(Stored dataset items)
________________

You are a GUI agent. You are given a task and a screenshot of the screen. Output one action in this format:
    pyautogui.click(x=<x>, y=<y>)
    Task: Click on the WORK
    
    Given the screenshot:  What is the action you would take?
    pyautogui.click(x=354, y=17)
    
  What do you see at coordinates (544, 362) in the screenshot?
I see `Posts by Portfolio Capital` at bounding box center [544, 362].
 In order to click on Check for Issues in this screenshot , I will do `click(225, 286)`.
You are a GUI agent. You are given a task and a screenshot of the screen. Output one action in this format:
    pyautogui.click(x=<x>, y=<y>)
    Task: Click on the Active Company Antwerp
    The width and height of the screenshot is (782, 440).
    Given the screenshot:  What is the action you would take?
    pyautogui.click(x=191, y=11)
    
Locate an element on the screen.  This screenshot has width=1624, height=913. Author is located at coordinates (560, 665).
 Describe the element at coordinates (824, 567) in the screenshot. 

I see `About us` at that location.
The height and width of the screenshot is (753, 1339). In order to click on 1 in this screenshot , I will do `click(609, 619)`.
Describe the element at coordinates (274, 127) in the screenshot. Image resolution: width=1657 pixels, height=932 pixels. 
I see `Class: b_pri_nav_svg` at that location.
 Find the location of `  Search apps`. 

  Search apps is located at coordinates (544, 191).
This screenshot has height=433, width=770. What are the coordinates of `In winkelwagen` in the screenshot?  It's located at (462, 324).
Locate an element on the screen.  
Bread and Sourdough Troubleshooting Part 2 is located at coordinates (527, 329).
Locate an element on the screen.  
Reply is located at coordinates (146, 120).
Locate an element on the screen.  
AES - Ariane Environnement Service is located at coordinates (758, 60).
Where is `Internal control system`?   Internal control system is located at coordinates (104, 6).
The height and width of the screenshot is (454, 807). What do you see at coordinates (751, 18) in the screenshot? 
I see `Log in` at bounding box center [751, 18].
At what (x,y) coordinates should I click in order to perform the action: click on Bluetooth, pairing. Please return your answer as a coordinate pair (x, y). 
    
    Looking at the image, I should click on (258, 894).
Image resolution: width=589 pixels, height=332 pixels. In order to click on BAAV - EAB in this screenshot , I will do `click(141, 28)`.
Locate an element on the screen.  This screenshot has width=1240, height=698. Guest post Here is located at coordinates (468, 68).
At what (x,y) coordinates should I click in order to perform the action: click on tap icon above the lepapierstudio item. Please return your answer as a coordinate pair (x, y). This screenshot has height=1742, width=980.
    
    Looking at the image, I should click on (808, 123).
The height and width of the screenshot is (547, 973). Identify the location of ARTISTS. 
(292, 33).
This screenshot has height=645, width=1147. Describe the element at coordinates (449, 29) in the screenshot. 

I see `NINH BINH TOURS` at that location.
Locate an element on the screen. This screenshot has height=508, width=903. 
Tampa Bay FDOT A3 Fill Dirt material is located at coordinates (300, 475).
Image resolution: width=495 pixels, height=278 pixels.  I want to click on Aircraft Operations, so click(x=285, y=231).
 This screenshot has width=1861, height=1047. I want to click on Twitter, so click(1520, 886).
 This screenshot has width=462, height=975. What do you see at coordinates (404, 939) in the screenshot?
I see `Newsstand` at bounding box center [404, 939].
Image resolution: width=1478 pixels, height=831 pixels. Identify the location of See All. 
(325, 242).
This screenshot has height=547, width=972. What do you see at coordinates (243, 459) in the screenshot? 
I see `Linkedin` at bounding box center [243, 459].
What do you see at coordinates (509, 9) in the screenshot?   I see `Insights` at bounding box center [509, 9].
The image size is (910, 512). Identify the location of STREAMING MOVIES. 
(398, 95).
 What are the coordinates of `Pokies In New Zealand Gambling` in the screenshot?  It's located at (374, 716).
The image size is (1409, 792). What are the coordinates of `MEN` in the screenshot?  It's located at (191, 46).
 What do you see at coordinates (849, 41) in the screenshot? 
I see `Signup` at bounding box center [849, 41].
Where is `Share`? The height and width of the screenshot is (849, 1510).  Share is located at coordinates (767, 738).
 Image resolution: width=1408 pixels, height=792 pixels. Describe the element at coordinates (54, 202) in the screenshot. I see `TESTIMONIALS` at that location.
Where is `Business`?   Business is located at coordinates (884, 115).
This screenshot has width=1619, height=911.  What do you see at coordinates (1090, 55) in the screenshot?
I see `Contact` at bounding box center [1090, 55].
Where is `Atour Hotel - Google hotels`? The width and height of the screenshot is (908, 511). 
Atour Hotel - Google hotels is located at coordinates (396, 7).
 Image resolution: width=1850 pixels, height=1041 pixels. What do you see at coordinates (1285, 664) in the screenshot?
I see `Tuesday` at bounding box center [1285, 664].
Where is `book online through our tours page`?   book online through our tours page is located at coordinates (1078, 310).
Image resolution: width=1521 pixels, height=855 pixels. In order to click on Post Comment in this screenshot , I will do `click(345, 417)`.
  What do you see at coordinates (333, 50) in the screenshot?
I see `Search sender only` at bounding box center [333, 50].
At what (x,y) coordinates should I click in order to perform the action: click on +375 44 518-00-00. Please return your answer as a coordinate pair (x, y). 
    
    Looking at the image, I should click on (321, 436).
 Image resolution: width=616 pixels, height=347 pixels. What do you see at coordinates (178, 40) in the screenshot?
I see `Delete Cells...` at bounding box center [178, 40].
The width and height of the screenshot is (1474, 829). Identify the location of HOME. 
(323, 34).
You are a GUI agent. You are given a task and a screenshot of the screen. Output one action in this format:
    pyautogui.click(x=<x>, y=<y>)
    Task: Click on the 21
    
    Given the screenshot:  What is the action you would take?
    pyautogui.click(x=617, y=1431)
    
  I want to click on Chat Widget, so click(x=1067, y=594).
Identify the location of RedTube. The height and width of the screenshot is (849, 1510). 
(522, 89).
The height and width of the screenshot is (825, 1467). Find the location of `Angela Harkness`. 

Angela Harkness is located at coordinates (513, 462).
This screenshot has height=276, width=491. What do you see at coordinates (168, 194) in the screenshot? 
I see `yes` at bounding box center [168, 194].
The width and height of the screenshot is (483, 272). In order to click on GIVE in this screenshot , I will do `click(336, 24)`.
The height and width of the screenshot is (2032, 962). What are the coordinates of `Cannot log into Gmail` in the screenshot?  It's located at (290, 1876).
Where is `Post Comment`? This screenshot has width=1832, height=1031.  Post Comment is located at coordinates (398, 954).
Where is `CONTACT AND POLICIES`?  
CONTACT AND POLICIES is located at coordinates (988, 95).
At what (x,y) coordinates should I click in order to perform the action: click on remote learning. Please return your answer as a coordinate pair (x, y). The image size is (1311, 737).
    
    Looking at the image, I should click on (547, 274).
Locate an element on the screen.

________________

■ WHAT THE EXERCISE ASKS
Output exactly the lines above, from the one holding "The height and width of the screenshot is (2032, 962)." through the end of the data, including the first and last.

■ ANSWER BOX
The height and width of the screenshot is (2032, 962). What are the coordinates of `Cannot log into Gmail` in the screenshot?  It's located at (290, 1876).
Where is `Post Comment`? This screenshot has width=1832, height=1031.  Post Comment is located at coordinates (398, 954).
Where is `CONTACT AND POLICIES`?  
CONTACT AND POLICIES is located at coordinates (988, 95).
At what (x,y) coordinates should I click in order to perform the action: click on remote learning. Please return your answer as a coordinate pair (x, y). The image size is (1311, 737).
    
    Looking at the image, I should click on (547, 274).
Locate an element on the screen.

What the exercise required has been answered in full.